Here’s the deal. Radical feminism means questioning the things that are at the very root of our society. It means everything from criticizing the role of the family in perpetuating sexism and misogyny, in the style of Firestone, to at least noting the misogyny of having no female characters in a popular TV show (Flight of the Conchords) that are viewed as anything other than possible nameless receptacles for some man’s dudely bodily fluids. It’s not fuzzy, warm, or capitulating. It’s not vibrators, stripper poles, and spangly tassles attached to nipples. It’s harsh, uncompromising, and makes you - including myself, a white, educated, straight, able-bodied, affluent women - uncomfortable.
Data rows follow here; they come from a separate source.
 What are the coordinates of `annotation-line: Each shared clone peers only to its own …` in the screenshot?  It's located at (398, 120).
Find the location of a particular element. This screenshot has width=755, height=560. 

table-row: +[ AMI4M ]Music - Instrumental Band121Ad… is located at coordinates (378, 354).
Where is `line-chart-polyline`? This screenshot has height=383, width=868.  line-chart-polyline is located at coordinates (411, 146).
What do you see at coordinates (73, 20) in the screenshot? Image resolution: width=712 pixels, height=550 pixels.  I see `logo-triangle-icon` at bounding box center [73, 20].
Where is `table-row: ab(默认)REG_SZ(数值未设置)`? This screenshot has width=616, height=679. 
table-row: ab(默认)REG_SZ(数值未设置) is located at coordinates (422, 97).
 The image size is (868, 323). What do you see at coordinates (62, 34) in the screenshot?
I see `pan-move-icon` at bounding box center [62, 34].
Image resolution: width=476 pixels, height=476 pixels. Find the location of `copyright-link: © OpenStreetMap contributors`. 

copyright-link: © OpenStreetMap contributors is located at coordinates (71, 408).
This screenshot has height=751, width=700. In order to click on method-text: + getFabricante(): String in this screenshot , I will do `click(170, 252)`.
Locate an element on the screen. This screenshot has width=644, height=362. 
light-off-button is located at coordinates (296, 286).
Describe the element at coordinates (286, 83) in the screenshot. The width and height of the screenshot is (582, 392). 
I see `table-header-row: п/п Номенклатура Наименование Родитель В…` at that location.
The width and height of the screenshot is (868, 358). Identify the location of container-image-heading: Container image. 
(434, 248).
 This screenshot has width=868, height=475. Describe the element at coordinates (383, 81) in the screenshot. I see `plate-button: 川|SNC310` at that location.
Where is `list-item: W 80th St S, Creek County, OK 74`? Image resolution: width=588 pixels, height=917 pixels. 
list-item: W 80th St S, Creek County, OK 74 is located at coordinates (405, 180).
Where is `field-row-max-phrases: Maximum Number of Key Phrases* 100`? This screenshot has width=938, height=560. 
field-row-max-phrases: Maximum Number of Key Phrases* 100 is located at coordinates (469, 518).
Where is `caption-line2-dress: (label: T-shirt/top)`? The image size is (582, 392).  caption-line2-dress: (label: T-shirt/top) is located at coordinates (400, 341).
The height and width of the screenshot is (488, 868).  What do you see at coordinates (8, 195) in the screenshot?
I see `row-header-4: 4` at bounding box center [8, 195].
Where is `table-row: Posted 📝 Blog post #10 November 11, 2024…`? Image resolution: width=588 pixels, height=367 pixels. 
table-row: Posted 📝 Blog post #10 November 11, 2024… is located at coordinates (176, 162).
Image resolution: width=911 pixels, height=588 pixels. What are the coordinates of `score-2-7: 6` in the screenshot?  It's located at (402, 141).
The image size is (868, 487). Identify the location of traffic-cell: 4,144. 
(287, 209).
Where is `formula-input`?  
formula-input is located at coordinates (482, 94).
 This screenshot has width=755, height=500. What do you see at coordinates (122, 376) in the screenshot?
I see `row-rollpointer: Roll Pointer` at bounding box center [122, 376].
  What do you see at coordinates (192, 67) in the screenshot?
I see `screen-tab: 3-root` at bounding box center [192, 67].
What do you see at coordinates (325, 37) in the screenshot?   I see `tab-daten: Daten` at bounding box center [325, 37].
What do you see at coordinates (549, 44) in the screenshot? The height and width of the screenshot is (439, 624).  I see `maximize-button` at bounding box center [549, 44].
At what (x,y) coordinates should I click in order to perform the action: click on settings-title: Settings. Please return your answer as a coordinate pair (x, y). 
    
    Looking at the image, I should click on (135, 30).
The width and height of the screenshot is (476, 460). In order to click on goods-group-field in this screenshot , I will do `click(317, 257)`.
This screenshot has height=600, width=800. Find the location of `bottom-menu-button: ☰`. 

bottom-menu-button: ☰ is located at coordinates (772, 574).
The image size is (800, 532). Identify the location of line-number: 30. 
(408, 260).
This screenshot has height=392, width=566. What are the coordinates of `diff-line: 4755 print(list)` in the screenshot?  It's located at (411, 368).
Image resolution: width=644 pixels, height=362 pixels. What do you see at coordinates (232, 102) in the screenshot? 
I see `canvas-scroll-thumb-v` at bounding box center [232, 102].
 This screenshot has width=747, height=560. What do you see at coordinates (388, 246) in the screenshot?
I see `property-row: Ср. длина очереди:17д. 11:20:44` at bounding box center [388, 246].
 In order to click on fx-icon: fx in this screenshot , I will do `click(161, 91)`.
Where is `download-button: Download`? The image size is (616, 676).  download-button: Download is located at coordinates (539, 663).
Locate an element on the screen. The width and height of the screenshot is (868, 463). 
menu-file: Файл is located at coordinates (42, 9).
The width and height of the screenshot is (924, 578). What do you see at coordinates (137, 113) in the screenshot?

That discomfort is not because radical feminism is wrong, it’s because you have unearned, unexamined privilege.

You’re Never Too Young to Develop an Eating Disorder

Monday, March 17th, 2008

This article is a bit old, but it’s only recently getting some attention in many great sites around the fatosphere. (For those of you wondering what the fatosphere is, it’s the community of fat acceptance blogs. Fat acceptance = untangling our ideas of ‘weight’ from our ideas of ‘healthy’ and realizing that healthy is not a set weight, as well as critiquing the ’science’ that tells us that fat is unhealthy - which usually is funded by diet companies - and realizing the damage to your health that can be done by dieting. Well, it’s more than that, but there’s a quick explanation.)

The article is targeted at teen and pre-teen girls. It gives advice on how not to ‘binge eat,’ but the tips it gives actually promote incredibly disordered eating. It says that girls as young as 10 years old should:

  • Write down everything they eat - clearly seeing the food their still growing bodies consume listed all in one place will shame them into eating less - when they actually should be eating whenever they are hungry to build muscles, feed their brains, and keep up with their high activity levels. This helpful ‘tip’ also suggests that looking at yourself naked in the mirror will cause you to realize how fat you are and stop eating.
  • Wait 30 minutes before eating something when you are hungry. Hey, I had a friend who used to not eat until after she had had 40 ounces of water to drink, and she consumed maybe 1000 calories a day, that sounds healthy, right?
  • Write post-it notes for yourself in visible places that say things like “How hungry are your really?” “Exactly why are you eating that now?” “What will the scale say tomorrow morning?” Those are direct quotes aimed at teenage and pre-pubescent girls to ‘help’ them with their eating.

The site has apparently been closed for comments, but includes a 13-year-old girl complaining about how she weighs a whopping 105 pounds, and a 12-year-old girl who says that everyone says she is not fat but she knows that she is.